Family courts open up to journalists
Reporters are now allowed inside family courts in England and Wales. Is it a good idea?
When did the rules change?
On April 27 there was "a quiet revolution in the way society deals with families when they go wrong", according to the Independent, when journalists were sent to report on family court hearings for the first time. On the day, however, there was confusion over the new rules, with judges holding up cases, asking for special applications from newspapers and barring reporters from mentioning all but the most general details of the hearings. "Lots of journalists suddenly running about makes us nervous," said one lawyer. Others questioned whether the entry of the press, which has the support of the Justice Secretary, Jack Straw, would upset a delicate system.
Why is it delicate?
The approximately 200,000 family court hearings held each year in the UK often deal with difficult and tragic family crises. They include "public law" cases in which the state intervenes in the family in various ways, from imposing supervision orders to adoption. The courts also hear thousands of "private law" cases, normally disagreements between parents or relatives over, for example, the custody of children. About 10 per cent of families that break up settle the fate of the children in court, according to the Ministry of Justice. Since the Family Court Division of the High Court was formed in 1971, these hearings have been kept private on the grounds that children needed to be protected from the public gaze and that adults had the right to privacy in their personal lives.
Don't they still?
Yes, but campaigners say that completely private proceedings have denied some parties a fair hearing. Scrutiny of social workers, and how experts make decisions – both issues in the Baby P case – have often been stymied by "family privacy", which allows everyone involved to remain anonymous. During a three-year campaign for access to family courts, the Times received hundreds of letters from people who had been gagged and were unable to challenge court decisions publicly. If the courts were opened up, the argument goes, it would make judges, child protection workers and expert witnesses more accountable. This is especially important, campaigners argue, given the draconian powers the family courts wield.
What sort of powers?
Since the abolition of capital punishment, taking a child away from its parents is considered by many judges the heaviest responsibility left in their hands. And critics of family courts say this decision can be taken too easily. In criminal courts, defendants are innocent until proven guilty beyond reasonable doubt. A family court, however, can decide on the "balance of probability" that a child is suffering significant harm. Cases often come down to one unhappy individual's word against another's, and hinge on terms like "emotional abuse", which, although it has no definition under the law, accounts for 21 per cent of all children registered as needing protection. Procedure in family courts is made even more important by the momentous nature of some decisions, such as forcible adoption.
What can go wrong?
Social workers and experts can make serious mistakes. In its campaign, the Times told the stories of a grandfather imprisoned for 20 months for having contact with his step-grandson, who repeatedly ran away from care to seek his company; a couple separated from their three children because of a claim – but not a shred of evidence – of sexual abuse; and a mother who was identified, even before she gave birth, as a likely sufferer of the extremely controversial "Munchausen's Syndrome by Proxy", in which parents pretend their children are ill as a way of gaining attention. Most famously, in 1991, nine children were taken away from their families in the Orkney Islands – in some cases being told their mother was dead – because of false allegations about a satanic sex ring.
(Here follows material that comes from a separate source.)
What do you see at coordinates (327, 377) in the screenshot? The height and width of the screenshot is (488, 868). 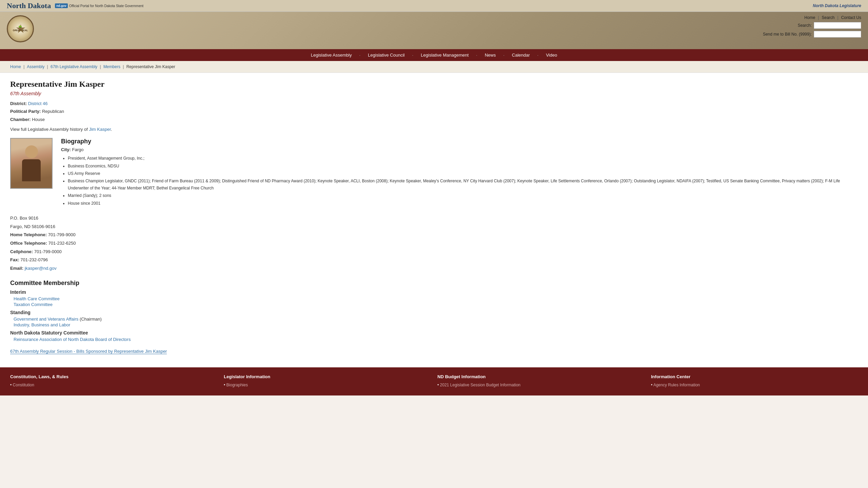 I see `footer-col2-heading: Legislator Information` at bounding box center [327, 377].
What do judges think about letting journalists in?
Many favour it, if only to correct the inaccurate reporting that comes from keeping them out. "So much of what is said comes from interested and disgruntled parties not reporting the matter objectively," says Sir Mark Potter, president of the Family Division of the High Court. Camilla Cavendish, the journalist who led the Times's campaign, admitted after her first day in court that the experience was "very different" to the impression she had got from talking to aggrieved people on the phone. "In court there are more shades of grey. You learn things the parties did not want to tell you," she wrote, after finally being able to attend a hearing in a child protection case she had been following for some time.
Does everyone support the change?
Far from it. Lawyers argue that closed hearings are more conducive to compromise than the adversarial style of public courts. There are also fears that social workers will refuse to testify through fear of public exposure, and that the wishes of children are being overlooked: a survey of 200 children in family court cases found that a vast majority did not want reporters present. And even the journalists aren't happy. Although they are now allowed in to court, the cases are still technically heard in private. That means the press is still bound by the Administration of Justice Act, which makes it an offence to publish anything other than what the judge expressly allows them to report. Ministers say they intend to modify this part of the law "as soon as parliamentary time allows".